War and Peace
Never afraid to tackle controversial topics, we have some thoughts to share about the debate next week at the Sonoma City Council regarding the war in Iraq. With the Sun’s focus on local issues, we’re staying out of the national issue itself, that is, whether Bush’s war on terror/Iraq/Islam is proper or its conduct prudent. Our interest is the council’s decision to take that issue on, if indeed they choose to do so.
Any member of the council has the right, quite correctly, to place an item for discussion on the council’s agenda. We always encourage our fellow citizens to take advantage of opportunities to be heard on matters of importance. The council members, however, are under no obligation to vote on the proposed resolution.
We appreciate as much as anyone the value of a symbolic gesture. While it is probable that a majority of us in Sonoma favor an early withdrawal of US troops from Iraq, and therefore might like to see a resolution passed endorsing a change in national policy, we know that this opinion is not universally held, either in the community or, we expect, on the Council. Nor do we believe that approval of the resolution would influence the actions of either President Bush or members of Congress. We’re sure they keep an accurate pulse on national public opinion, and an advisory resolution by one city, or even hundreds, is unlikely to affect their political calculations.
What a vote by the council on this resolution can affect, though, is the council’s work locally. We venture to say the council members were not elected because of their political views on national issues or because of their affiliations with certain national political parties. Certainly, our endorsements last fall cut across those lines, being based, instead, on the candidates’ concerns about local issues, their willingness to provide local constituent service, and their vision for the future of our local community. We worry that by going out of their way now to establish national political alignments on an issue over which they do not have jurisdiction, the council members could jeopardize their ability to fulfill the responsibilities over which they do.
Our community went through a very divisive campaign for and against Measure C last spring, the $148 million property tax to build a new hospital, and frankly we’re still suffering from it. The Sonoma Valley Health Care Coalition has been a constructive force toward healing, and the community needs to pull together in the next few months to make difficult decisions about our hospital. So we urge the council to proceed with caution when the question arises on Wednesday about voting on another divisive issue.
Our advice: provide the public forum for comment, but stay away from the national war, keeping focus on the local peace.
iFriend
We appreciate the positive comments we’ve received concerning our discussion last week of the virtues of friendship. It’s since struck us that the iPod is a wonderful symbol for our times. Many of our youth keep music constantly piped into their ears, leaving them oblivious to sounds around them and isolating them from social opportunities.
Yet we also sometimes see two teens sharing the earphones of one iPod, each using one earpiece. This keeps them close to each other, sharing something immediately in common, without isolating them from other sounds and other people. In just such circumstance is friendship born.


## Instructions for the task
For the records that follow, return only the count of lines containing the string "wheat".

## Entries supplied
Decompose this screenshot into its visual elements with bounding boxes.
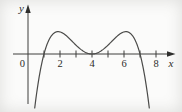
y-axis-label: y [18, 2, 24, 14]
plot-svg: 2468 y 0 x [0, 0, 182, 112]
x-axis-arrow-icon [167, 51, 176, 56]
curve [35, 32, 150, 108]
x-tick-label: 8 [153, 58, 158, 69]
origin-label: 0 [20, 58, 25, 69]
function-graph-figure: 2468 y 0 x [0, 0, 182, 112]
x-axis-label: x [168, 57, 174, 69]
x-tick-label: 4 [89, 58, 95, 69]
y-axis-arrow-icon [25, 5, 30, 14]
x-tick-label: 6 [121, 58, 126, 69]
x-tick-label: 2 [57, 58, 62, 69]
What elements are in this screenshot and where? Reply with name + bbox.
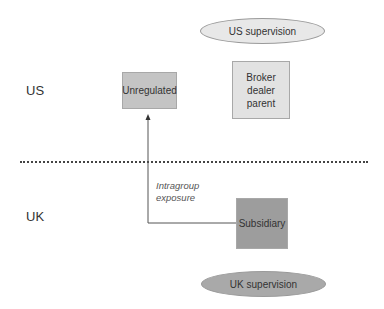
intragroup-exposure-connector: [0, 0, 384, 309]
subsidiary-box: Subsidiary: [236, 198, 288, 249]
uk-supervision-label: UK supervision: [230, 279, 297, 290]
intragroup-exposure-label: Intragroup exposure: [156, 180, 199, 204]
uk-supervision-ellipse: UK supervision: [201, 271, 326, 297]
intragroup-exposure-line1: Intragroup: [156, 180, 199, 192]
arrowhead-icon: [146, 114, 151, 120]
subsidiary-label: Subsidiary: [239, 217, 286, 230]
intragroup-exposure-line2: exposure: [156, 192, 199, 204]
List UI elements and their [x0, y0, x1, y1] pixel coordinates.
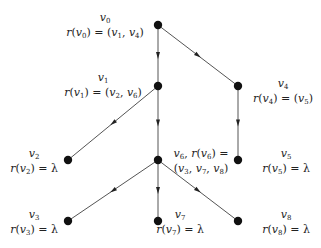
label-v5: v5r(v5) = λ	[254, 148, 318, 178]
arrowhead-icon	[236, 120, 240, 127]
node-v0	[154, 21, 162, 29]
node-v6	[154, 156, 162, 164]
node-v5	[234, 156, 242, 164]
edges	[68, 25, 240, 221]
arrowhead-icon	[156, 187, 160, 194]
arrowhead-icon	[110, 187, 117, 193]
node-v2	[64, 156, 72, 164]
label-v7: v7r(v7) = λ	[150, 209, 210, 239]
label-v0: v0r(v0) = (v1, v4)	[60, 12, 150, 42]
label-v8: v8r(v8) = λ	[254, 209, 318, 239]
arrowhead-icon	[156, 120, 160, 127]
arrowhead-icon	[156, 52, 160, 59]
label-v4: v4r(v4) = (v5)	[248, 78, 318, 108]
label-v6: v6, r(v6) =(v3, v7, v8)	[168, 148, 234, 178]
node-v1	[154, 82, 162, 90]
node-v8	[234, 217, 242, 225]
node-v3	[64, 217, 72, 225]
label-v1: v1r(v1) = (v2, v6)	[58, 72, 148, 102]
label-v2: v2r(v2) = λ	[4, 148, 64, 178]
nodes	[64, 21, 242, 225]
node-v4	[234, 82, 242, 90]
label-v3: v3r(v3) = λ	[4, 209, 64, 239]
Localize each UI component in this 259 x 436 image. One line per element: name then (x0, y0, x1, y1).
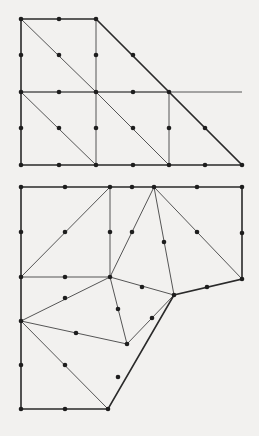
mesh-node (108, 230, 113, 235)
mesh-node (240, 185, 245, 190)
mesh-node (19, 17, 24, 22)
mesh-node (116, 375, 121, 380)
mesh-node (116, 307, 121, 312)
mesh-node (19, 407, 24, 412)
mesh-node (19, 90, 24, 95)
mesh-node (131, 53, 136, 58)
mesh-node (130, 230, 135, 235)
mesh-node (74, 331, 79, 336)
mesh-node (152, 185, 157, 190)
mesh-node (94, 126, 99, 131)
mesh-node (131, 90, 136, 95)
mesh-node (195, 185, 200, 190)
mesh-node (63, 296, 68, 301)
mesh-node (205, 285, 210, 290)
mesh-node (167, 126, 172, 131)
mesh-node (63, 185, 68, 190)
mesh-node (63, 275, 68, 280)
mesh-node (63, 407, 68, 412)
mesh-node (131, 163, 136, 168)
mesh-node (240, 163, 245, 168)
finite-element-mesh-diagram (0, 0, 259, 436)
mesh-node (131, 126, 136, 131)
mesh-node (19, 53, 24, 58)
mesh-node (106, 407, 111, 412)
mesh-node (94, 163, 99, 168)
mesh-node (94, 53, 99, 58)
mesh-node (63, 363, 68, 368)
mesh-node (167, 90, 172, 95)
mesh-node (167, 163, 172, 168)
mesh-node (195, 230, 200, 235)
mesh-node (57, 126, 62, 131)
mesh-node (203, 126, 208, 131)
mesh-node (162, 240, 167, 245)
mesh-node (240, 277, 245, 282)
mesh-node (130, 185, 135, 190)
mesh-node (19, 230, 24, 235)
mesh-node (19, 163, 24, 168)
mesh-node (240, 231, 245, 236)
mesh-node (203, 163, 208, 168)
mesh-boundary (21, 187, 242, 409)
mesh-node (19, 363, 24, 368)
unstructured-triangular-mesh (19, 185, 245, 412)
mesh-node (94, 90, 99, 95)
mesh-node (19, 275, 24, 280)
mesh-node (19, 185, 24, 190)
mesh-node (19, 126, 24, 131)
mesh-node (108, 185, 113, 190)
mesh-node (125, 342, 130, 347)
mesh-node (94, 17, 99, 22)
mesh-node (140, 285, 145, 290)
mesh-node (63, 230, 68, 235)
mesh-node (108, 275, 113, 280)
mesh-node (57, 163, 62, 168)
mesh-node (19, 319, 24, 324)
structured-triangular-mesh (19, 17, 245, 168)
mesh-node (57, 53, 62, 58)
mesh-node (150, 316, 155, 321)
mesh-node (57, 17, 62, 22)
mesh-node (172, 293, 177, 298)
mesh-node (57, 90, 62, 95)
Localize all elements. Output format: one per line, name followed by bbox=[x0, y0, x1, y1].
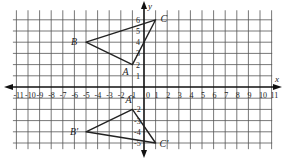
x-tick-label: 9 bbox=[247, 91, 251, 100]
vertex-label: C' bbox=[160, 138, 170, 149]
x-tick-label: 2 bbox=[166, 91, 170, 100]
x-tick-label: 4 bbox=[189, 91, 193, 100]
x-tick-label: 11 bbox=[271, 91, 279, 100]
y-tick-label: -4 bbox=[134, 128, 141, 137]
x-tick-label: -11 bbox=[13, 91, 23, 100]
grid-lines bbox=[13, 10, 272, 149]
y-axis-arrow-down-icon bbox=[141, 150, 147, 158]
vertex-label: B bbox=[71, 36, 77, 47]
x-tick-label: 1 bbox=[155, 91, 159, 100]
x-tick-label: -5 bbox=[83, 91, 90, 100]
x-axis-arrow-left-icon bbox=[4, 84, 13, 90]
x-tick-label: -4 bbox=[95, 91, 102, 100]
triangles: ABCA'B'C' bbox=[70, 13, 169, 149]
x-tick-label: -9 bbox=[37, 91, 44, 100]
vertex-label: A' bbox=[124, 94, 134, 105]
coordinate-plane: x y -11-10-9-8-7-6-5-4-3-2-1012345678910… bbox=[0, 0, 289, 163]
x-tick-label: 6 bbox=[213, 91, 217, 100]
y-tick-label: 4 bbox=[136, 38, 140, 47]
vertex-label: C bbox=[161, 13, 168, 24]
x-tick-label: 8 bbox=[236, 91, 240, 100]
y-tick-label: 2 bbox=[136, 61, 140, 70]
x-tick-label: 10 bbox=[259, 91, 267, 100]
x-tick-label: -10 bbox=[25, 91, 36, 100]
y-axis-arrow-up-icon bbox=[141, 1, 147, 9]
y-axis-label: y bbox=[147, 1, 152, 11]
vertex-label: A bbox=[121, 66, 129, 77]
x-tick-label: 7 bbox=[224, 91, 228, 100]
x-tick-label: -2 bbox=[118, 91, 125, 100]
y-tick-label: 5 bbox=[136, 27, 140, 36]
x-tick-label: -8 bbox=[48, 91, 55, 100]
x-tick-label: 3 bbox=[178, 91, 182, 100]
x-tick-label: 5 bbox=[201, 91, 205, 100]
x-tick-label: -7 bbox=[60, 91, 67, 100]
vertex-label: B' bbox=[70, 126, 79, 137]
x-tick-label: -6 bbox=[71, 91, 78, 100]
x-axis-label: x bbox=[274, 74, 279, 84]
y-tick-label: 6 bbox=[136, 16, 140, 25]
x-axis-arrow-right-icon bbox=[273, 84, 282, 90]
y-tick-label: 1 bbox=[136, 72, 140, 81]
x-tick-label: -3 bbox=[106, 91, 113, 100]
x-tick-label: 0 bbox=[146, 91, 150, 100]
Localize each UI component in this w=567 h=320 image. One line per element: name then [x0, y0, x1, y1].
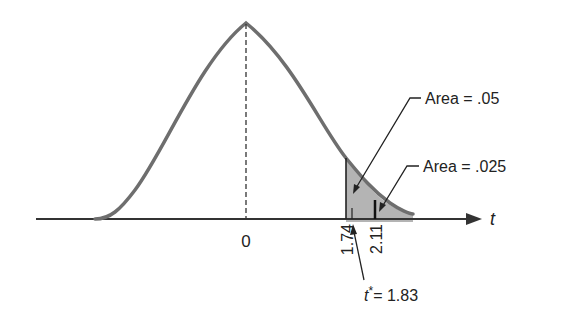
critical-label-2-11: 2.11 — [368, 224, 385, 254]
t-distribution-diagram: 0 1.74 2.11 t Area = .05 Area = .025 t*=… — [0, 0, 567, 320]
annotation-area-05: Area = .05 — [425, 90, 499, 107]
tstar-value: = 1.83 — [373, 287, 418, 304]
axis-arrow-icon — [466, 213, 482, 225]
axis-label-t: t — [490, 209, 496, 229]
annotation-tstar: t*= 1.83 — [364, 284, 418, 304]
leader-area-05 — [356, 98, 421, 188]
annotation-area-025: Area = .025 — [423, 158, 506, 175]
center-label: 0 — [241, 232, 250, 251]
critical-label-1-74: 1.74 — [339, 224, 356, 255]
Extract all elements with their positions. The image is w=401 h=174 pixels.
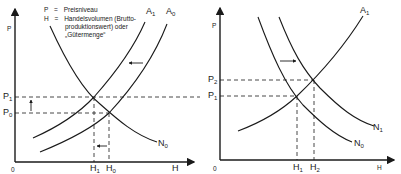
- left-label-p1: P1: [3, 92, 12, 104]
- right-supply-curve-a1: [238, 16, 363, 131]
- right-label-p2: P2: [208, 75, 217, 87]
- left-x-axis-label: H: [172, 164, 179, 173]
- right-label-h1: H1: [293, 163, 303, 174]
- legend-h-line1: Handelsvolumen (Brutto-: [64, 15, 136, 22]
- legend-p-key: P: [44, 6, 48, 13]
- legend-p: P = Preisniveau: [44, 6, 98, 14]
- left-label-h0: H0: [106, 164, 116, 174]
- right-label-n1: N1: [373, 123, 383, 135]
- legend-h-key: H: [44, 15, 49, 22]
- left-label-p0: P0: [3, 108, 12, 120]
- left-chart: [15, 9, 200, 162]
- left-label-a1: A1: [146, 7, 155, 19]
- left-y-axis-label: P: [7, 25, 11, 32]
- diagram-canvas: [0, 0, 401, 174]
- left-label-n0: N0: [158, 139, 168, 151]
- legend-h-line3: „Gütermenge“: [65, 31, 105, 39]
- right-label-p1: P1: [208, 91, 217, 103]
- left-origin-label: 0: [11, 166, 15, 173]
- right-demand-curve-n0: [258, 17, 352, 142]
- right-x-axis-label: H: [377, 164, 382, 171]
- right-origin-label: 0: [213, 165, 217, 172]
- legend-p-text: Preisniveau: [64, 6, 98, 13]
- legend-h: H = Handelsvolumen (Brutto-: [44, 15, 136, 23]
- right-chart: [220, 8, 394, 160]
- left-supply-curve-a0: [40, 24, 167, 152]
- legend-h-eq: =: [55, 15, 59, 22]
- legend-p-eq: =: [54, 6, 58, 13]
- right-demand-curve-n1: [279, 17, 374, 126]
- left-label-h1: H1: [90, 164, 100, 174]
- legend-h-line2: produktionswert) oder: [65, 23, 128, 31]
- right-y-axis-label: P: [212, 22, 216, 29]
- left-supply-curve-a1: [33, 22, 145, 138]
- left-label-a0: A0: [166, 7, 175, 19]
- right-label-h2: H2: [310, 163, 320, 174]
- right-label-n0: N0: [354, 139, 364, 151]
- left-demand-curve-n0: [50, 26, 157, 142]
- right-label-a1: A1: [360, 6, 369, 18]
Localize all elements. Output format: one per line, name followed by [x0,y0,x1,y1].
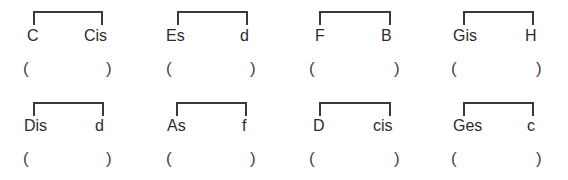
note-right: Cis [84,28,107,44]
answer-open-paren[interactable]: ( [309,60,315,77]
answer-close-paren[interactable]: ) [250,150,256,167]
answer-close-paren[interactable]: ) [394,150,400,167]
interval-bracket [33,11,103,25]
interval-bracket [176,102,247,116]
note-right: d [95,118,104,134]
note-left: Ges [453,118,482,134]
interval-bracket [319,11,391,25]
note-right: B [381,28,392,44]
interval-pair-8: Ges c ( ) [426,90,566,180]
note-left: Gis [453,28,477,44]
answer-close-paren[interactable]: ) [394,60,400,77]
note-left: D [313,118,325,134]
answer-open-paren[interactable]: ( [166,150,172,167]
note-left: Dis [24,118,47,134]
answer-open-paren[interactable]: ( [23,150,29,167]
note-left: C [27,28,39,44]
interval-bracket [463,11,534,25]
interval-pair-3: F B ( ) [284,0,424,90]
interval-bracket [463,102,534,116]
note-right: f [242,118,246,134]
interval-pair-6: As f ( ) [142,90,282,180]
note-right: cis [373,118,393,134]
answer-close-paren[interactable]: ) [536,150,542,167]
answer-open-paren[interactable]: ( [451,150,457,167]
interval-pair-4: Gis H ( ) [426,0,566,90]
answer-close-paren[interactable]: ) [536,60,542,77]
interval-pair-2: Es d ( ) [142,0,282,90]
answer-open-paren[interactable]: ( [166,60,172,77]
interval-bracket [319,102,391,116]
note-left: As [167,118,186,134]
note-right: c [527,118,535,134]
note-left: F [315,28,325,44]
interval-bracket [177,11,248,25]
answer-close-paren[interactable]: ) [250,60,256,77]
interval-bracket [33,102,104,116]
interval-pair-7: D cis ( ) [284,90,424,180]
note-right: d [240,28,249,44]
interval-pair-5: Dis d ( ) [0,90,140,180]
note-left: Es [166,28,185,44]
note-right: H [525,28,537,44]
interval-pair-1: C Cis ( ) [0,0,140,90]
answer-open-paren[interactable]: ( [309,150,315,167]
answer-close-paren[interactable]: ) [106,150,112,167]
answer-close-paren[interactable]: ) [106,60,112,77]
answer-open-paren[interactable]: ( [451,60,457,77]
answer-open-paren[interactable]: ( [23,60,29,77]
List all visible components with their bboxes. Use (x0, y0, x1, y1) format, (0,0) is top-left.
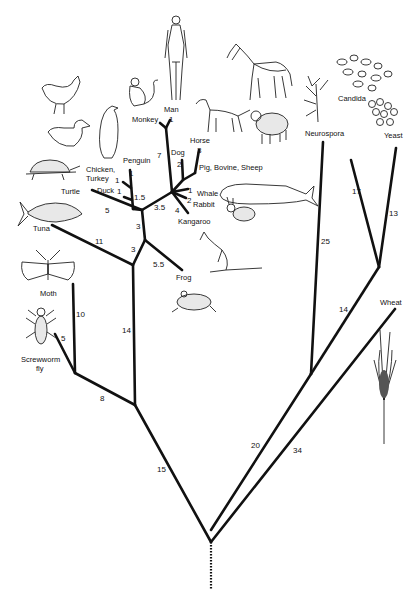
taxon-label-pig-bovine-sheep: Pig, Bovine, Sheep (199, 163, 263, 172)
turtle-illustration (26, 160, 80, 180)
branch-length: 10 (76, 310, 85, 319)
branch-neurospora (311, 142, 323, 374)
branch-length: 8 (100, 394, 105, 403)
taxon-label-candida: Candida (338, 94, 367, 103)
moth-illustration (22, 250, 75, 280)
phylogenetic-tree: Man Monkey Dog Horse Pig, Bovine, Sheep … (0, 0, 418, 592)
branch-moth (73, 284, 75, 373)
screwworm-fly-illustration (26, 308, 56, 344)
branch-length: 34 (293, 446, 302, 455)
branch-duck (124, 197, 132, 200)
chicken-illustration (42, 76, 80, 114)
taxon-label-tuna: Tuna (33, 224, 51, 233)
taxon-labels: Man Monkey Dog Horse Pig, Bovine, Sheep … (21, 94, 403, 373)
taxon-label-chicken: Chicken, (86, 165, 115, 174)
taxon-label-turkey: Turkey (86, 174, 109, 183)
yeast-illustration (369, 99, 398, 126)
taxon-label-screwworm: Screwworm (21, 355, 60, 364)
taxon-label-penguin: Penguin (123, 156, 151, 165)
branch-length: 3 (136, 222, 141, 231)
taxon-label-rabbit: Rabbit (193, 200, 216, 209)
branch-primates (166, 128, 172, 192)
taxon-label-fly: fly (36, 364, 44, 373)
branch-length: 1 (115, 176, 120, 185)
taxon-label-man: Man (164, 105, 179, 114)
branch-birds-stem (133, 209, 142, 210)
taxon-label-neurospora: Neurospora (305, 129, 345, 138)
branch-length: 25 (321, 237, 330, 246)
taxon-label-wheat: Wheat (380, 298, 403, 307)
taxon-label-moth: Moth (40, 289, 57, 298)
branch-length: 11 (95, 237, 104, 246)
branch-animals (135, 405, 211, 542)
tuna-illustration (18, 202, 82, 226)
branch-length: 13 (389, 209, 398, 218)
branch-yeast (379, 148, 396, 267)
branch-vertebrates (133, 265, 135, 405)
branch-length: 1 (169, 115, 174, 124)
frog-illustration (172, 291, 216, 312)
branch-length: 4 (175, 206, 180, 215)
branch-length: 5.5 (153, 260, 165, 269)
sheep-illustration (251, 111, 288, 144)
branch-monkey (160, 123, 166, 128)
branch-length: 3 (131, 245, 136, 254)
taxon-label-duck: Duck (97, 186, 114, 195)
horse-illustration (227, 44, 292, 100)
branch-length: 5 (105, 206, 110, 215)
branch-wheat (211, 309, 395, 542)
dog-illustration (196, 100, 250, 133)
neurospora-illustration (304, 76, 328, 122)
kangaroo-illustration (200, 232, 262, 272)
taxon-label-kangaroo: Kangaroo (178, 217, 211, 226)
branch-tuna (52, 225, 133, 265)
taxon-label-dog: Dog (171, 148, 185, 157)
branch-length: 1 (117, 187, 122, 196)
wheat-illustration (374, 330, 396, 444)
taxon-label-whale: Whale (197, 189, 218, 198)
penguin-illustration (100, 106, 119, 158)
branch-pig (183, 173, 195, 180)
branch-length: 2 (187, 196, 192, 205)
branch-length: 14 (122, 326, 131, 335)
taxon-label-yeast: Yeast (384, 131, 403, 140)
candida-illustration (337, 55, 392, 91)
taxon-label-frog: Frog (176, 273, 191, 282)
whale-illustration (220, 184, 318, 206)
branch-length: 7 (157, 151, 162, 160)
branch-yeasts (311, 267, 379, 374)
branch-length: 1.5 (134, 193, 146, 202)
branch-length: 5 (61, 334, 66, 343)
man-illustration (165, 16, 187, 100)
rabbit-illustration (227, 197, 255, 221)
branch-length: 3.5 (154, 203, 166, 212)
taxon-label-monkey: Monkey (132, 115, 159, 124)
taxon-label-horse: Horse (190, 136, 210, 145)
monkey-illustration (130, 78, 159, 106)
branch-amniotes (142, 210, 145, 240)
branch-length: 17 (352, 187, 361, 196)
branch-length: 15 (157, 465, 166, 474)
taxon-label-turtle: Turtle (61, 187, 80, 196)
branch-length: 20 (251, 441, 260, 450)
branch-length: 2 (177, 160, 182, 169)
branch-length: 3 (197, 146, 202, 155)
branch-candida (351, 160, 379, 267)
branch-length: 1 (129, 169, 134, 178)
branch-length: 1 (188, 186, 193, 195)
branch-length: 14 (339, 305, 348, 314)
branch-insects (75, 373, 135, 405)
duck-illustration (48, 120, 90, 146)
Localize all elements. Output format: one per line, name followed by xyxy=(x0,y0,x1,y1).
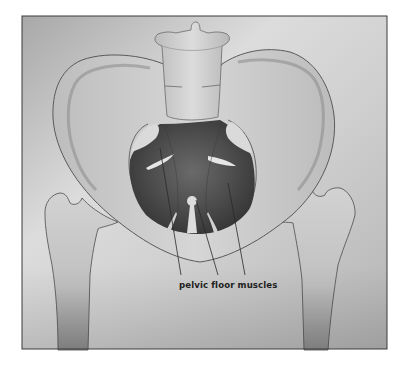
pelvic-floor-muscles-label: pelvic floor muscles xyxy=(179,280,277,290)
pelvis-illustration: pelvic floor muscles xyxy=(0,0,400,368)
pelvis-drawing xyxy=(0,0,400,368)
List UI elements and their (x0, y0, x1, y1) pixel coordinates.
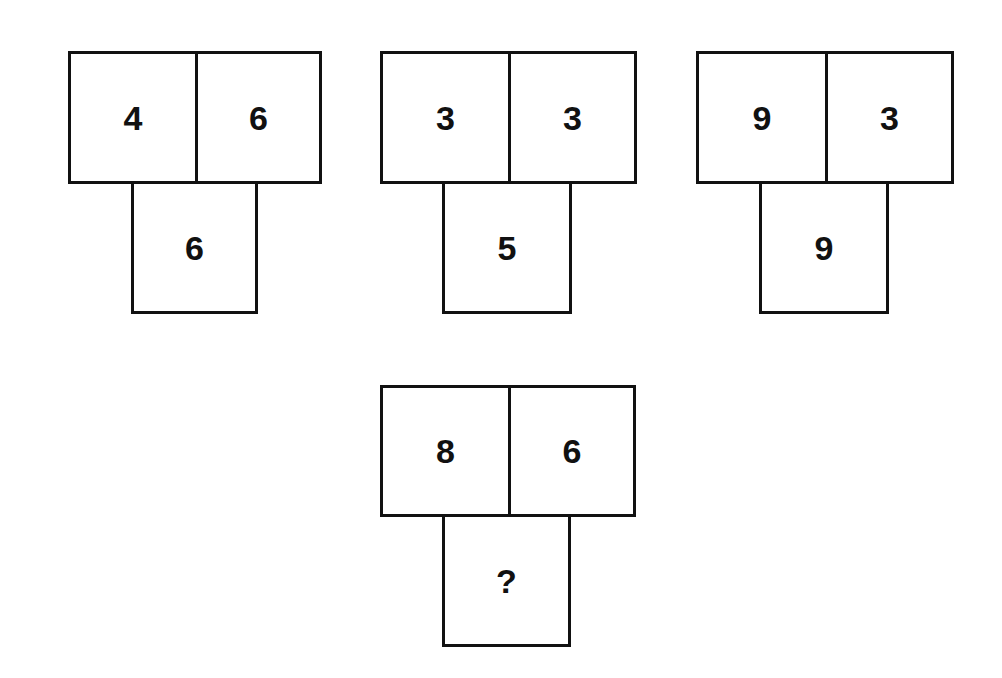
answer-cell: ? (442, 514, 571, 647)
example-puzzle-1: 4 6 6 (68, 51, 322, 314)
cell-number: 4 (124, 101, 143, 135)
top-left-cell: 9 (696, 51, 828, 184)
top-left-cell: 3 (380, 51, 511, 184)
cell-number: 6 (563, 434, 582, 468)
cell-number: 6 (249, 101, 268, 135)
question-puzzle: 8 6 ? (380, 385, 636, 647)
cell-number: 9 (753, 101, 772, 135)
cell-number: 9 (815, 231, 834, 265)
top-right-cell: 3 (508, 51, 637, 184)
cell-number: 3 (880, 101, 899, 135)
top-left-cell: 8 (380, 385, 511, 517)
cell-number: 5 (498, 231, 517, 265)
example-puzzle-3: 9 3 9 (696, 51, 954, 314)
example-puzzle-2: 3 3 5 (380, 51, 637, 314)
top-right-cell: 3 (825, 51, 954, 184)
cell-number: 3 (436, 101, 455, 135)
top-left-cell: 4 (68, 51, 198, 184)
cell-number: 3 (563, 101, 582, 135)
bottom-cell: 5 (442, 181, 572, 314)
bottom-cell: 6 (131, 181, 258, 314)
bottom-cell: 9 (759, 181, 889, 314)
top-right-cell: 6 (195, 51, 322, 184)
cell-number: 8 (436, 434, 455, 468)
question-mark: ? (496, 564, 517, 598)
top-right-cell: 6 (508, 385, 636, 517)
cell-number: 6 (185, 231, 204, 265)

## Answer to this problem
3